Federal Circuit Denies Governments Request for En Banc Review of Casitas
Washington, DC—Today the U.S. Court of Appeals for the Federal Circuit issued a decision denying the Government’s petition to rehear or rehear en banc the panel decision in Casitas Municipal Water District v. United States, Case No. 2007-5153. The Government had argued that Tahoe-Sierra, a case involved the imposition of the 32-month building moratorium required a different outcome in the Casitas case, and that the taking of Casitas’s water to protect endangered fish is to be analyzed as a physical, not a regulatory, taking. The majority of active judges on the Federal Circuit disagree and denied the Government’s petition for review, explaining:
Tahoe-Sierra does not answer the questions posed by this case. It did not involve a physical taking claim, and it did not address or purport to cut back on the Court’s water rights cases. In Tahoe-Sierra, the temporary moratorium at issue preserved the status quo for 32 months, and then returned the land to its owner. In our case, the government diverts the water out of the Robles-Casitas Canal and sends it down the fish ladder to the Ventura River below the Robles Dam. That water will never flow to Lake Casitas, and it is permanently taken from Casitas.
“We are again pleased that the Federal Circuit reached the right decision in this case,” said Casitas’s attorney, Nancie Marzulla. Ms. Marzulla further stated that “the idea that anyone, could suggest that it could take water without paying for it is staggering, especially in this era of such severe water shortages.”

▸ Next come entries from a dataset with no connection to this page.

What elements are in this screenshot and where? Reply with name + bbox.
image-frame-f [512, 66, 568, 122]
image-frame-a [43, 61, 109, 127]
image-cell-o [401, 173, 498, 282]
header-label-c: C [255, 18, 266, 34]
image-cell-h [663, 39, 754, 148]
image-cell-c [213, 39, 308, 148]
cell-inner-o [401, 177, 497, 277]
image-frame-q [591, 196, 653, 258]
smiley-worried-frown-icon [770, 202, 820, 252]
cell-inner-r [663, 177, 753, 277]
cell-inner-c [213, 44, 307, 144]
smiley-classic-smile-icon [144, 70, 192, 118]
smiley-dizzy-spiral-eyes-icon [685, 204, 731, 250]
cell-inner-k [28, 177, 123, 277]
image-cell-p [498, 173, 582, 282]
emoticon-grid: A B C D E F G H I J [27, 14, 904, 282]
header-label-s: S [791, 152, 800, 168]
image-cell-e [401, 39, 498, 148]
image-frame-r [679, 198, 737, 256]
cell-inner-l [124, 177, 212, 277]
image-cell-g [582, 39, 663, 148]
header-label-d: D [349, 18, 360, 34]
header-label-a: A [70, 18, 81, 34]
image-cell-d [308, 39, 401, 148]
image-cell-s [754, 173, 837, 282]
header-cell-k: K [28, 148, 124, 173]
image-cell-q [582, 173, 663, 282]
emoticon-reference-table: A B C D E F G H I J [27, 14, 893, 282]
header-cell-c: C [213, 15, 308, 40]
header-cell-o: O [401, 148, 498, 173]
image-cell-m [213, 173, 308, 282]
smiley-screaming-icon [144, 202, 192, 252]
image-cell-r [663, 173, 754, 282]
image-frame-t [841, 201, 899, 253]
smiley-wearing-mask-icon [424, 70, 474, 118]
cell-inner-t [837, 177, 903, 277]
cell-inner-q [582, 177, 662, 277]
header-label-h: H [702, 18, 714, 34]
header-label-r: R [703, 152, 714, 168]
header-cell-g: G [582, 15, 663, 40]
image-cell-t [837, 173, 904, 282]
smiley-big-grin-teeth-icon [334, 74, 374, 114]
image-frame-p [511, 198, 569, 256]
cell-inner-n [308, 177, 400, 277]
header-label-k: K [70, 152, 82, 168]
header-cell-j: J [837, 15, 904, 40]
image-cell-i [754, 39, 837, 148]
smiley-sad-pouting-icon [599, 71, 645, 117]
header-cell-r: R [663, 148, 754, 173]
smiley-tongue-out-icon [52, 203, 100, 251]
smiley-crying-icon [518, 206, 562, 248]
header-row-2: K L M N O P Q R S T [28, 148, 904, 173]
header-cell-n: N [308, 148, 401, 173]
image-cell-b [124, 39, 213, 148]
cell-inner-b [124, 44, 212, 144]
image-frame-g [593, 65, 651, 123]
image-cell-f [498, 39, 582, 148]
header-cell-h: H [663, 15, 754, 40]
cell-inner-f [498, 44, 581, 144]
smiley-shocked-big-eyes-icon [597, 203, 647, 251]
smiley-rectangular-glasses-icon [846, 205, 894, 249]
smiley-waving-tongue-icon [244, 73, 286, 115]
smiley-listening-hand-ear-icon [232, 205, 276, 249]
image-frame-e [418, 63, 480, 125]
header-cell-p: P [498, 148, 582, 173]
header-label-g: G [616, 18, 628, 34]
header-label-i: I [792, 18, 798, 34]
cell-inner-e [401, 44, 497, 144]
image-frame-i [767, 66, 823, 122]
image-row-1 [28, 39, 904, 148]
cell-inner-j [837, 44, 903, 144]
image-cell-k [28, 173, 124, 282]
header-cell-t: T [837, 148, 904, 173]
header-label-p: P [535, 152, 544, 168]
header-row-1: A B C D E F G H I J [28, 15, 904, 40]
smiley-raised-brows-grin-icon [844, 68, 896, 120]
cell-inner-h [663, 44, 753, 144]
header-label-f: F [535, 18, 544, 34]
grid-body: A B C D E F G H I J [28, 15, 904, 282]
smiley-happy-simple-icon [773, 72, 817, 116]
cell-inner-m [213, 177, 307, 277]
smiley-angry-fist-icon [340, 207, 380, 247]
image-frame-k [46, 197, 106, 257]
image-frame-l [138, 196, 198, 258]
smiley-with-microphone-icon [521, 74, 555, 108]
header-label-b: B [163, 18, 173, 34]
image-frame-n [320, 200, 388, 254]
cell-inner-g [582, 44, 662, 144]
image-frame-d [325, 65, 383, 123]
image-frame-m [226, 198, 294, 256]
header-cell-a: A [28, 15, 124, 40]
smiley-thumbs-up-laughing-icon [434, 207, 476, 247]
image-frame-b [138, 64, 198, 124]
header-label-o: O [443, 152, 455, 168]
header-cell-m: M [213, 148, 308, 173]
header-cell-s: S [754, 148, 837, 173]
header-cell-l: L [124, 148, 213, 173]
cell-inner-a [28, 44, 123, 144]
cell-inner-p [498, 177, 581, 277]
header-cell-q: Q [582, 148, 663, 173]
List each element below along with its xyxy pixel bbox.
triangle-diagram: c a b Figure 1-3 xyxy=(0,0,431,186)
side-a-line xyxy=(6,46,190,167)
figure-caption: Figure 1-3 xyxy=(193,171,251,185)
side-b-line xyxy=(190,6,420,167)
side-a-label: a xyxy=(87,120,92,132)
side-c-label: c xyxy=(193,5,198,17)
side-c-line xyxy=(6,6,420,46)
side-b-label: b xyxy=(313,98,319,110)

The Casitas case arises out of a 2003 Biological Opinion issued by the National Marine Fisheries Service that required approximately 3,500 acre-feet of Casitas’ water to be diverted downstream for the steelhead trout, leaving the municipal water users in Ventura County with no water and no payment of just compensation. Casitas argued that the Fifth Amendment requires that the cost of the loss to its water supply be borne by the federal government, which took water belonging to Casitas for a public use.